Questions: Normative Ethics Overview

5 questions to test your understanding

Score: 0 / 5
Question 1 Multiple Choice

A doctor has one dose of a rare medication. Five patients will die without it, but a single patient arrived first and was explicitly promised the dose. Which response most accurately reflects a consequentialist approach?

AGive it to the one patient, because keeping promises is a duty that cannot be overridden by outcomes
BGive it to the five patients, because the right action is the one that produces the best consequences — here, five lives outweigh one
CAsk what a virtuous, practically wise doctor would do and follow that example
DDecline to decide because this is a metaethical question about the existence of moral facts
Question 2 Multiple Choice

A student argues: 'Consequentialism is purely about outcomes, so it simply ignores rights and duties entirely.' Which response best identifies the error?

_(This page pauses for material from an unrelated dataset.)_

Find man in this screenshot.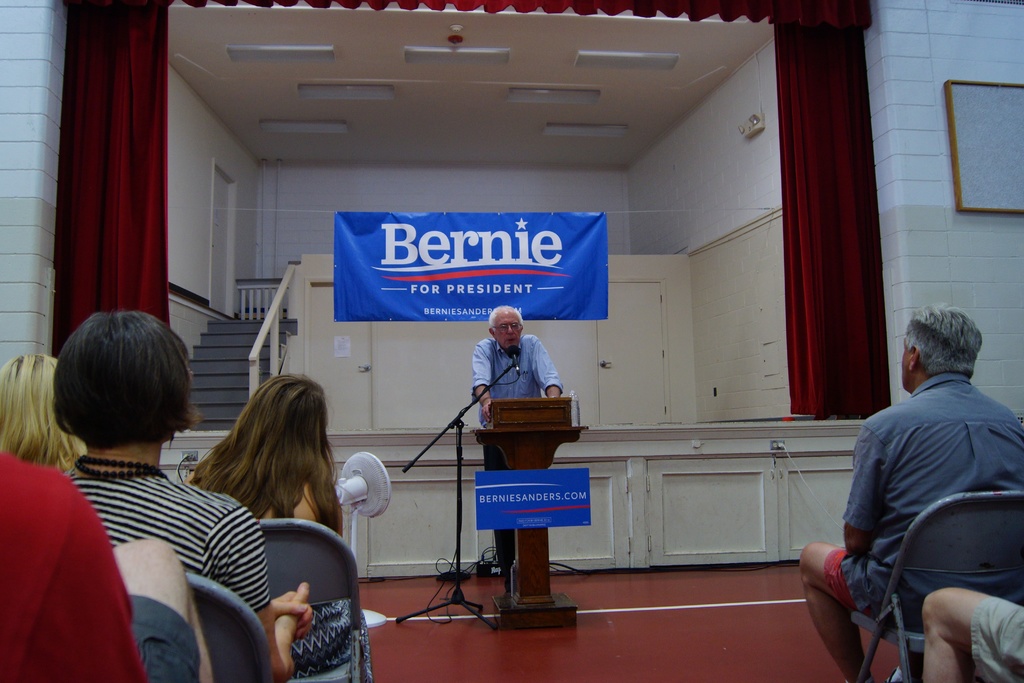
The bounding box for man is detection(813, 283, 1015, 673).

AThe student is correct; consequentialism has no room whatsoever for rights-based reasoning
BThe student is confusing normative ethics with metaethics, which is where rights originate
CSophisticated consequentialists treat rights as reliable heuristics that tend to produce better outcomes — rights are not simply ignored, they are instrumentally valued
DThe student is confusing deontology with virtue ethics, which is the theory that actually ignores outcomes
Question 3 True / False

Normative ethics and metaethics are concerned with the same fundamental question: whether moral facts exist in an objective sense.

TTrue
FFalse
Question 4 True / False

A consequentialist and a deontologist can agree that lying is generally wrong while disagreeing fundamentally about why it is wrong.

TTrue
FFalse
Question 5 Short Answer

Explain how a consequentialist, a deontologist, and a virtue ethicist would each approach the question of whether to lie to protect a friend from embarrassment. What does each framework focus on, and where do they most sharply diverge?

Think about your answer, then reveal below.